Monday, Dec. 30, 1940
ERIE'S FOURTH
A weary veteran of U. S. railroading is the bankrupt, 108-year-old Erie. In her gilded years she fell in with bad company--flamboyant Jim Fisk, piratical Jay Gould, pious Daniel Drew. Together they manipulated her back and forth from bonanza to bankruptcy, got her known as the "Scarlet Lady of Wall Street." Exhausted, the Erie had collapsed three times by 1895. Then she reformed. Under Van Sweringen control, she became a respectably operated road. But her capital structure never really recovered from Jay Gould's attentions, and she never again paid a dividend on the common. In 1938 Erie chugged into receivership (whither eleven Class I roads had preceded her) for the fourth time.
With the Supreme Court's Los Angeles lumber case to guide it (TIME, Dec. 18, 1939), the ICC in reorganization cases has recently shown little mercy to common stockholders whose equity is under water. Its plan for the Missouri Pacific last January wiped the common out entirely. Last spring it worked out a plan for Erie. To placate the two major interests-- which had been bickering since Erie fell into receivership--ICC effected a compromise. The interests: 1) the Erie bondholders; 2) the C. & O., which held 56% of the voting power. The compromise: capitalization would be slashed from $490,953,630 to $322,692,250, fixed charges from $14,368,842 to $7,000,000 (1937 net railway operating income: $13,614,008). With new bonds, common & preferred issues in exchange for their holdings, bondholders would gain voting control of Erie while C. & O.'s interest would dwindle to 8%.
To become operative, ICC's plan must first be approved in Federal court, then be ratified by 67% of the company's security holders. Last week Judge Robert N. Wilkin gave tacit approval to the plan, by overruling objections to it. Tired of fighting, C. & O. indicated it would put no obstacle in the way of ratification.
Neither will the bondholders. If Erie (as is probable) comes out of the courts by January, she will not only be the heroine of one of the fastest railroad reorganizations in history, but may be the first Class I railroad to emerge from a section 77 reorganization.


» Problem description
Each line below should be written out again exactly.

» Excerpted records
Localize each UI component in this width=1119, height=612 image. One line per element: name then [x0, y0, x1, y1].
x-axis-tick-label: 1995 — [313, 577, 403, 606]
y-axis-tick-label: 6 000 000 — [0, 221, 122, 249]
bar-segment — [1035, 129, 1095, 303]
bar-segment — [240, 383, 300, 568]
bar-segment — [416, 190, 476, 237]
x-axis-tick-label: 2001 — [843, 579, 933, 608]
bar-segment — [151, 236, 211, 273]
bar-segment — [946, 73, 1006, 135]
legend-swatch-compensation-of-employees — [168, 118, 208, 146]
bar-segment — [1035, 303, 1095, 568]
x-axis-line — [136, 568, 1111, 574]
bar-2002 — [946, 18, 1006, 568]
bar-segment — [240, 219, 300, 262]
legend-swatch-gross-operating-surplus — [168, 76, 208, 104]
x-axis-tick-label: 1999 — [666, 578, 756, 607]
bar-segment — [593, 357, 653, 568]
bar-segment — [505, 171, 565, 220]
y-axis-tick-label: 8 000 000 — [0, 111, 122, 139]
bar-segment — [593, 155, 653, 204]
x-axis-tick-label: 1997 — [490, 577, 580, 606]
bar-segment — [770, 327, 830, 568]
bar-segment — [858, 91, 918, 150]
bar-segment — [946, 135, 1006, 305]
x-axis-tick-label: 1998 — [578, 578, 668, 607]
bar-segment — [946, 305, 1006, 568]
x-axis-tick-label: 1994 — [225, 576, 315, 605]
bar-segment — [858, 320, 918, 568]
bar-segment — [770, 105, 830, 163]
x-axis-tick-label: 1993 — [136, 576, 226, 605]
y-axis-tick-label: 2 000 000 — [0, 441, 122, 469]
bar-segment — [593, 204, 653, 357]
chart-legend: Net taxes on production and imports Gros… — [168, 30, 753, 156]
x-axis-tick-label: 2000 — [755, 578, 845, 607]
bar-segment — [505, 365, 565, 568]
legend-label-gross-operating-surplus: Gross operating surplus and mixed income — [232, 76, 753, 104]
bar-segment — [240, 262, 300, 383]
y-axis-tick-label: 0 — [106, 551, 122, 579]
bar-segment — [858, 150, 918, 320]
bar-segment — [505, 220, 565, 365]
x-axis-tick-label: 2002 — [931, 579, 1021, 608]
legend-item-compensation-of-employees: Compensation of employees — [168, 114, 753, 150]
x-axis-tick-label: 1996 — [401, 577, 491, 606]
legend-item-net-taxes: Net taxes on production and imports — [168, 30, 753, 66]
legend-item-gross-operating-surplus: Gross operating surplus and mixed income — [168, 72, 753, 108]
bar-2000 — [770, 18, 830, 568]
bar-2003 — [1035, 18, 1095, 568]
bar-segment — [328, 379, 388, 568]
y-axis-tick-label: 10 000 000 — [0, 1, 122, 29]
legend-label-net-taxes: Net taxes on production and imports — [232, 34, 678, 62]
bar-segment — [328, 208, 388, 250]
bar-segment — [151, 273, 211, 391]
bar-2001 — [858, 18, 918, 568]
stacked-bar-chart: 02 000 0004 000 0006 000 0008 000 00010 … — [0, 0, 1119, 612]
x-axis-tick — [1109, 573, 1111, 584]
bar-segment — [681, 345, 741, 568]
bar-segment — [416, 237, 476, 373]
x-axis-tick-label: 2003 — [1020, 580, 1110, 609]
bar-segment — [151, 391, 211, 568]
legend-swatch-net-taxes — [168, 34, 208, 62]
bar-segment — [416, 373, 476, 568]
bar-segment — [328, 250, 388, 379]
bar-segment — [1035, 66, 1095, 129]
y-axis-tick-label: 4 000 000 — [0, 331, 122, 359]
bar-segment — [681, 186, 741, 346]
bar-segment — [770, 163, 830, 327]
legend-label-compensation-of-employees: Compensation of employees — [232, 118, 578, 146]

» Exercise result
Localize each UI component in this width=1119, height=612 image. One line per element: name then [x0, y0, x1, y1].
x-axis-tick-label: 1995 — [313, 577, 403, 606]
y-axis-tick-label: 6 000 000 — [0, 221, 122, 249]
bar-segment — [1035, 129, 1095, 303]
bar-segment — [240, 383, 300, 568]
bar-segment — [416, 190, 476, 237]
x-axis-tick-label: 2001 — [843, 579, 933, 608]
bar-segment — [151, 236, 211, 273]
bar-segment — [946, 73, 1006, 135]
legend-swatch-compensation-of-employees — [168, 118, 208, 146]
bar-segment — [1035, 303, 1095, 568]
x-axis-line — [136, 568, 1111, 574]
bar-2002 — [946, 18, 1006, 568]
bar-segment — [240, 219, 300, 262]
legend-swatch-gross-operating-surplus — [168, 76, 208, 104]
x-axis-tick-label: 1999 — [666, 578, 756, 607]
bar-segment — [593, 357, 653, 568]
bar-segment — [505, 171, 565, 220]
y-axis-tick-label: 8 000 000 — [0, 111, 122, 139]
bar-segment — [593, 155, 653, 204]
x-axis-tick-label: 1997 — [490, 577, 580, 606]
bar-segment — [770, 327, 830, 568]
bar-segment — [858, 91, 918, 150]
bar-segment — [946, 135, 1006, 305]
x-axis-tick-label: 1998 — [578, 578, 668, 607]
bar-segment — [946, 305, 1006, 568]
x-axis-tick-label: 1994 — [225, 576, 315, 605]
bar-segment — [858, 320, 918, 568]
bar-segment — [770, 105, 830, 163]
x-axis-tick-label: 1993 — [136, 576, 226, 605]
y-axis-tick-label: 2 000 000 — [0, 441, 122, 469]
bar-segment — [593, 204, 653, 357]
chart-legend: Net taxes on production and imports Gros… — [168, 30, 753, 156]
x-axis-tick-label: 2000 — [755, 578, 845, 607]
bar-segment — [505, 365, 565, 568]
legend-label-gross-operating-surplus: Gross operating surplus and mixed income — [232, 76, 753, 104]
bar-segment — [240, 262, 300, 383]
y-axis-tick-label: 0 — [106, 551, 122, 579]
bar-segment — [858, 150, 918, 320]
bar-segment — [505, 220, 565, 365]
x-axis-tick-label: 2002 — [931, 579, 1021, 608]
legend-item-compensation-of-employees: Compensation of employees — [168, 114, 753, 150]
x-axis-tick-label: 1996 — [401, 577, 491, 606]
legend-item-net-taxes: Net taxes on production and imports — [168, 30, 753, 66]
legend-item-gross-operating-surplus: Gross operating surplus and mixed income — [168, 72, 753, 108]
bar-2000 — [770, 18, 830, 568]
bar-2003 — [1035, 18, 1095, 568]
bar-segment — [328, 379, 388, 568]
y-axis-tick-label: 10 000 000 — [0, 1, 122, 29]
legend-label-net-taxes: Net taxes on production and imports — [232, 34, 678, 62]
bar-segment — [328, 208, 388, 250]
bar-segment — [151, 273, 211, 391]
bar-2001 — [858, 18, 918, 568]
stacked-bar-chart: 02 000 0004 000 0006 000 0008 000 00010 … — [0, 0, 1119, 612]
x-axis-tick — [1109, 573, 1111, 584]
bar-segment — [681, 345, 741, 568]
bar-segment — [416, 237, 476, 373]
x-axis-tick-label: 2003 — [1020, 580, 1110, 609]
bar-segment — [151, 391, 211, 568]
legend-swatch-net-taxes — [168, 34, 208, 62]
bar-segment — [416, 373, 476, 568]
bar-segment — [328, 250, 388, 379]
bar-segment — [1035, 66, 1095, 129]
y-axis-tick-label: 4 000 000 — [0, 331, 122, 359]
bar-segment — [681, 186, 741, 346]
bar-segment — [770, 163, 830, 327]
legend-label-compensation-of-employees: Compensation of employees — [232, 118, 578, 146]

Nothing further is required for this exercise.